Kinmen, alternatively known as Quemoy, is a group of islands governed as a county by the Republic of China (Taiwan), only 10 km (6.2 mi) east from the city of Xiamen in Fujian, located at the southeastern coast of the People's Republic of China, from which they are separated by Xiamen Bay.
In July 1958, the PRC began massing forces opposite Kinmen (Quemoy) and Matsu (Lienchiang) and began bombarding them on 23 August, triggering the Second Taiwan Strait Crisis.

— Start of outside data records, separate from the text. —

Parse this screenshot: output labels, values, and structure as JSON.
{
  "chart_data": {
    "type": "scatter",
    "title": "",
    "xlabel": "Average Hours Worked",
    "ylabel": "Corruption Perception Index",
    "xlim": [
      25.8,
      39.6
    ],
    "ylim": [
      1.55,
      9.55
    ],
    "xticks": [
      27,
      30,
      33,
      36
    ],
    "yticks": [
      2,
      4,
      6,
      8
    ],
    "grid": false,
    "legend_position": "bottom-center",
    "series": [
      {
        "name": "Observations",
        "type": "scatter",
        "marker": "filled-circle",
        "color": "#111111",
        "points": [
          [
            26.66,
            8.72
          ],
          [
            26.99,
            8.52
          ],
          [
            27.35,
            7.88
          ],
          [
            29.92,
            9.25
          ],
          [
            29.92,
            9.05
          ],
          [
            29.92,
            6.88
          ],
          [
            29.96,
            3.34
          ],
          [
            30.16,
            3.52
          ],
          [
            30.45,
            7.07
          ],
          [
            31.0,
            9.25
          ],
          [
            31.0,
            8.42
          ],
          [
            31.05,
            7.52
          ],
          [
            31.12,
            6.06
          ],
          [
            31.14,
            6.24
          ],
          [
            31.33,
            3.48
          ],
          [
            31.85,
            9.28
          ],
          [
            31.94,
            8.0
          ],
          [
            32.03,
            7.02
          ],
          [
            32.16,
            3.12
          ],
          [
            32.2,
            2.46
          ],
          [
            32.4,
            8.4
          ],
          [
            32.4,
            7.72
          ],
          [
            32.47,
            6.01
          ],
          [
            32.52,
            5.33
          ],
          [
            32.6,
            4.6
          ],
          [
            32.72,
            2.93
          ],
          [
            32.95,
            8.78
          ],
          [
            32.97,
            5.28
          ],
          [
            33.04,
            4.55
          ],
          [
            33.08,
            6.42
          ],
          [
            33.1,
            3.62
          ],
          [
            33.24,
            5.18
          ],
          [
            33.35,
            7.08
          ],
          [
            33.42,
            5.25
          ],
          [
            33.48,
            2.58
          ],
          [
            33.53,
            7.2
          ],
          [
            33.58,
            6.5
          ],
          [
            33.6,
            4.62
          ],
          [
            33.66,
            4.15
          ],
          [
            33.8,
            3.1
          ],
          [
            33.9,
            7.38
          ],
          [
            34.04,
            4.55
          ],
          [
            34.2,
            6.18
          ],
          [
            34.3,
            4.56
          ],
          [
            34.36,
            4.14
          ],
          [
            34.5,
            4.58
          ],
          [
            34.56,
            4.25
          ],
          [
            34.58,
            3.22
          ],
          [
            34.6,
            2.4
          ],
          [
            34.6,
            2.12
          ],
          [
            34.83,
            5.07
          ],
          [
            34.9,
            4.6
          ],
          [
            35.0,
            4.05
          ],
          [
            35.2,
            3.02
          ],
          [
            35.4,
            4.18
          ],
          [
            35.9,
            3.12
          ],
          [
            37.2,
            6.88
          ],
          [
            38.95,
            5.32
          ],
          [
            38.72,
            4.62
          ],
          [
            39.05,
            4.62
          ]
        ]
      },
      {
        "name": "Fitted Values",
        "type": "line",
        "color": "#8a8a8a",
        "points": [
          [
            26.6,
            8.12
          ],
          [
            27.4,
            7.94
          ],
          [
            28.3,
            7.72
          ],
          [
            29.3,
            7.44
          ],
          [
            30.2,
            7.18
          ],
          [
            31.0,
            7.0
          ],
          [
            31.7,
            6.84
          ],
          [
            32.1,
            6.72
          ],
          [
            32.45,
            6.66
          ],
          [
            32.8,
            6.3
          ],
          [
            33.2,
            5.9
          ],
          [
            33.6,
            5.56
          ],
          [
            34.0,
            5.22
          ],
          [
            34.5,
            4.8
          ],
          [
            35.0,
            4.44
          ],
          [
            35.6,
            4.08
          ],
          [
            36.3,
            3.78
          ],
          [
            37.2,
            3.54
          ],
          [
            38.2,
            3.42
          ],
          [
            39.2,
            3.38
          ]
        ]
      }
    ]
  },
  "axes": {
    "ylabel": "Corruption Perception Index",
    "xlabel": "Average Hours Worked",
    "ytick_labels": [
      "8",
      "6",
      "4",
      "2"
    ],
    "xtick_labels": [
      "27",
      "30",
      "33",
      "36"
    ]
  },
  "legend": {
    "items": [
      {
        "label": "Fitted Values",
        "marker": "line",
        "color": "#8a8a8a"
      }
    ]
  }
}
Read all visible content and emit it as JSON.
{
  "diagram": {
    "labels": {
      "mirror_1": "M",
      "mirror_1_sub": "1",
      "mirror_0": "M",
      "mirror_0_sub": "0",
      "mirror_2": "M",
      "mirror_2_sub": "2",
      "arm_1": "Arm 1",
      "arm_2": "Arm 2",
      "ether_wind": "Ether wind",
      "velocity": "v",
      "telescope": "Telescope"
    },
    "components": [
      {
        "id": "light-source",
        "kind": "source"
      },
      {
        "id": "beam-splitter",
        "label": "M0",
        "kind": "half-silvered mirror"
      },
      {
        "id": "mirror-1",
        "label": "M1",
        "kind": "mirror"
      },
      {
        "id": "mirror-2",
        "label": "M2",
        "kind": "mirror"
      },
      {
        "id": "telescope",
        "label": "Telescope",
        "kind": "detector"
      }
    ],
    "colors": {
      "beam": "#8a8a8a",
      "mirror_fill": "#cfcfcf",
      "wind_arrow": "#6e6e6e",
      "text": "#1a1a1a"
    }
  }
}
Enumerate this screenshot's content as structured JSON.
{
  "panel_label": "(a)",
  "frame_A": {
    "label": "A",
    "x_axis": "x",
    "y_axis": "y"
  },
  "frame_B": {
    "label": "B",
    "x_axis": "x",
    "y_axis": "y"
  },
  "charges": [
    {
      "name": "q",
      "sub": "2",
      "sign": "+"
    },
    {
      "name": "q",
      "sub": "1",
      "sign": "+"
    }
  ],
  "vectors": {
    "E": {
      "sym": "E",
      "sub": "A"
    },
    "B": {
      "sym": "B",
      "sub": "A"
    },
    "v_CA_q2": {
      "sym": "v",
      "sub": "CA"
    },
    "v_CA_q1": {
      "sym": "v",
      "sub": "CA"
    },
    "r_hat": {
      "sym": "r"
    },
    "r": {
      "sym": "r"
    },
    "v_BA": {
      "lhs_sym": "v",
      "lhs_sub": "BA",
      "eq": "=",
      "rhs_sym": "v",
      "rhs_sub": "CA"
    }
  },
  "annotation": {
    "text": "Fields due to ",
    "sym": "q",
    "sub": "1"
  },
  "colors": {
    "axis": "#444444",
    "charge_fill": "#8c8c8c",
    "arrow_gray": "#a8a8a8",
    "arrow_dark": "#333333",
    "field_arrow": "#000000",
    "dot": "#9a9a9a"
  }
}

On 4 September 1958, the PRC announced the extension of its territorial waters by 20 kilometres (12 mi) to include the two islands.
List of shipwrecks: 24 August 1958 Ship State Description No. 175: People's Liberation Army Navy: Chinese Civil War: 1st Battle of Kinmen Island: The motor torpedo boat was shelled and sunk off Kinmen Island (Quemoy) by ROCS Wei Yuan, ROCS Tou Jiang, and ROCS Xiang Jiang all ( Republic of China Navy).
The Battle of Kuningtou [4] or Battle of Guningtou (Chinese: 古寧頭之役; pinyin: Gǔníngtóu zhī yì; Wade–Giles: Ku 3-ning 2-t’ou 2 chih 1 i 4), also known as the Battle of Kinmen (金門戰役; Jīnmén Zhànyì), was fought over Kinmen in the Taiwan Strait during the Chinese Civil War in 1949.
The Second Taiwan Strait Crisis began on 23 August 1958 with air and naval engagements between the PRC and the ROC military forces, leading to intense artillery bombardment of Quemoy (by the PRC) and Amoy (by the ROC), and ended on November of the same year. [37] PLA patrol boats blockaded the islands from ROC supply ships.
Formerly called Quemoy in English, Kinmen today is a popular tourist destination, though remnants of past fighting such as underground bunkers scatter the island, and Taiwan maintains a ...
When Communist China began intensive shelling of the Nationalist Chinese-held offshore islands of Quemoy and Matsu in the summer of 1958, Edmonds was ordered from Pearl Harbor to the Pescadores, and until the end of the year remained off the Chinese coast on patrol, screening Nationalist supply convoys to within three miles of Quemoy.